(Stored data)

* * * * *

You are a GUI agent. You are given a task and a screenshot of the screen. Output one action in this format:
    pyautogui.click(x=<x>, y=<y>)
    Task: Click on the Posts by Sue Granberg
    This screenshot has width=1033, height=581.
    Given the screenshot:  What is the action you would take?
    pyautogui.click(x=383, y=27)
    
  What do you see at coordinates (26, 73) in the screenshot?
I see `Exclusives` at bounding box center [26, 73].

* * * * *

→ WHAT IS NEEDED: I'd like the entries above reproduced in full, exactly as they stand.

→ SOLUTION FOR THIS EXERCISE:
You are a GUI agent. You are given a task and a screenshot of the screen. Output one action in this format:
    pyautogui.click(x=<x>, y=<y>)
    Task: Click on the Posts by Sue Granberg
    This screenshot has width=1033, height=581.
    Given the screenshot:  What is the action you would take?
    pyautogui.click(x=383, y=27)
    
  What do you see at coordinates (26, 73) in the screenshot?
I see `Exclusives` at bounding box center [26, 73].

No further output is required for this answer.